For those keeping tabs: Jones went from an inner-city high school, to one year of military school, to one year as a redshirt, to two years mostly watching and then, finally, one of the most improbable, out-of-nowhere success stories anyone can remember — three starts, three trophies, three of the biggest wins in Buckeye history — to not even being guaranteed the starting spot when Ohio State begins its title defense on Sept. 7. Barrett is healthy again, and the pressure is high with a camp competition for the starting job looming.

In what might be the most talented and complicated quarterback room in college football history, Jones is the only one in the room with prototype NFL size and skills, and the only one who's undefeated, on the field and on Twitter, where he shows a humor, a charm, a personality, and gives off a feeling his 15 minutes isn't going to expire anytime soon.

The question is this: Now that so much has changed, does he need to change too?


Ask Jones for the best story about being recognized or the best part about being suddenly famous, as I did last month, and that smile that can light up a stadium lights up the room.

"I got a lot of Twitter followers," Jones says.

The best guess of a couple people close to the Ohio State program is that Jones had around 17,000 Twitter followers when he entered that Michigan game in the fourth quarter.
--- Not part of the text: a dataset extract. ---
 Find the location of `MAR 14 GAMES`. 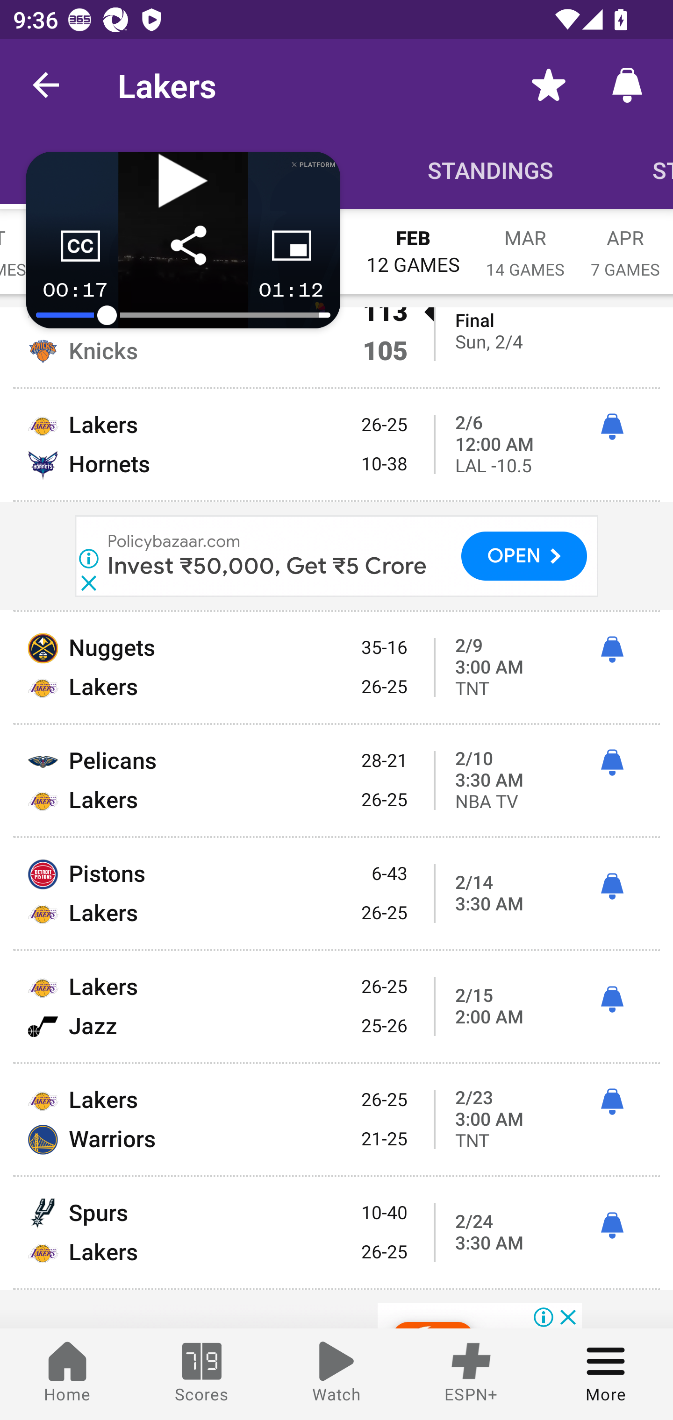

MAR 14 GAMES is located at coordinates (525, 243).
He had almost triple that the following week, more than 150,000 by March and at last count had 232,000.

Jones, lighthearted as always, was back to his normal dispatches by the weekend after the "Mr. Master" tweet, posting videos of himself performing pro wrestling-like maneuvers on a child at a swimming pool. He'll post an occasional Bible verse, words of wisdom passed along by some coach or a book or even an Internet meme, or his banal thoughts on what he plans to do — or not do — on a particular day. Jones ran the fella who told the QB to "stay out of this bullshit" right off Twitter altogether, and it wasn't the first time the superstar engaged in a debate on social issues. He can be a Twitter activist. But mostly, he tweets about burritos.
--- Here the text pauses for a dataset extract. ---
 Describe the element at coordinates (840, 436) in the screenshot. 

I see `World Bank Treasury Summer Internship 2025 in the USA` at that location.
What we most know about the Cardale Jones Experience is that it's fueled by Chipotle, which conveniently has two locations on or adjacent to Ohio State's campus.

He's still at least seven months away from being able to officially endorse Chipotle or anything else for money; for now, he can't even accept a free burrito for fear of the NCAA's highly anal and hypocritical eligibility police finding out. He's famous without being rich, a social designation held mainly by college athletes.
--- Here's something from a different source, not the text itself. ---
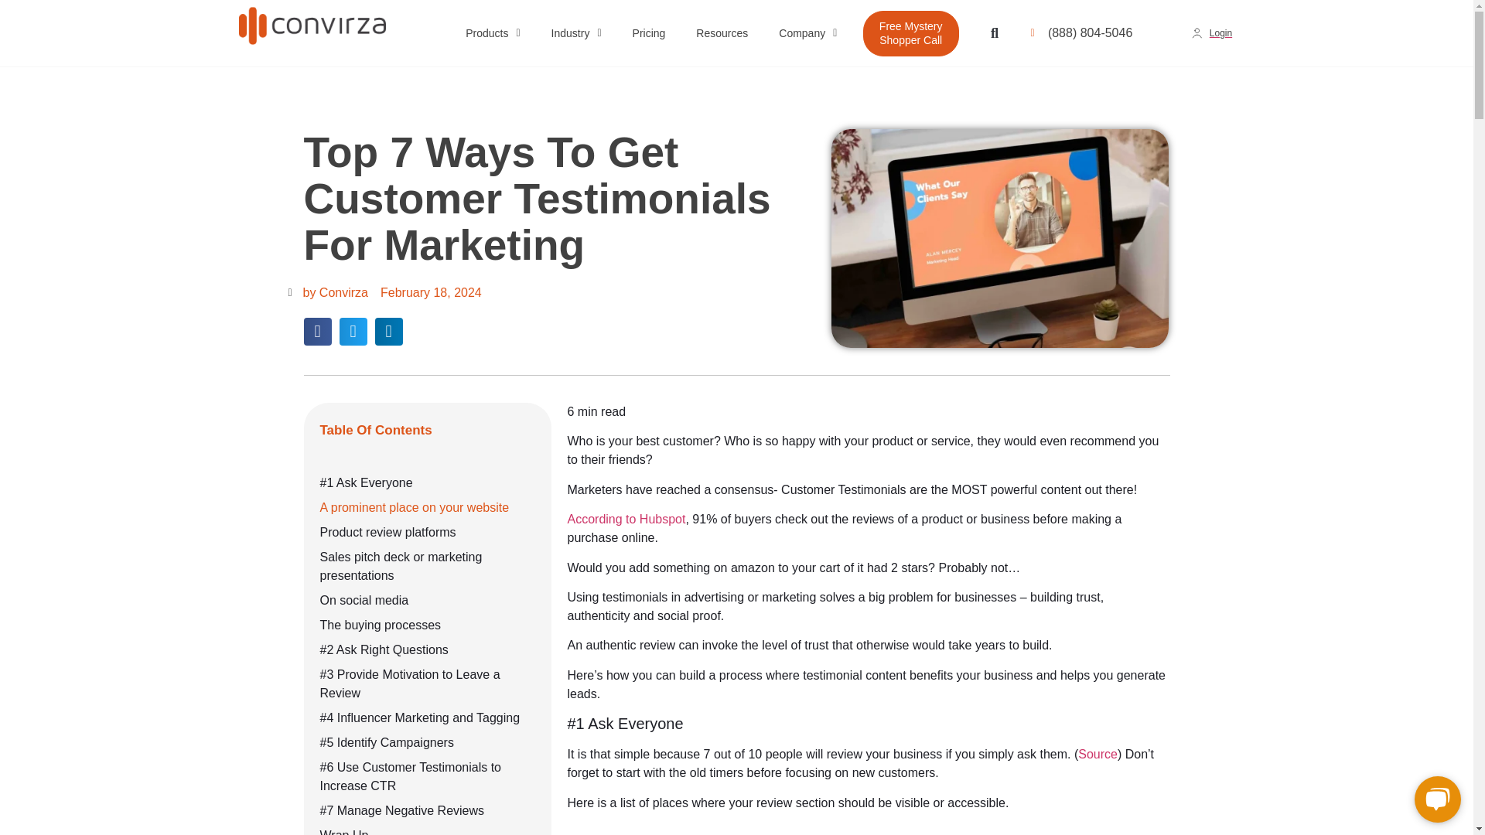  Describe the element at coordinates (807, 33) in the screenshot. I see `Company` at that location.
And that fame has come quickly. It's all very new to Jones.

"Just being in airports and people are just clapping and freaking out ...that's pretty sweet," he says. "But it's pretty weird too."

Not that long ago, he was a third-stringer sitting in his apartment playing Call of Duty. Now he's flying with Meyer to Los Angeles for the ESPY Awards and tweeting to UFC champion Ronda Rousey and famous-for-something Kylie Jenner about meeting up.

There's a newfound sense of responsibility that comes with that territory, to sign every autograph, to smile for every selfie, to try and oblige every reasonable request. (On that last front, Jones has plenty of his own. One example: He asked the Cleveland Indians — via Twitter, of course — to let him throw out a ceremonial first pitch; the team obliged.)

But there's also a struggle to act responsibly in very real and basic ways.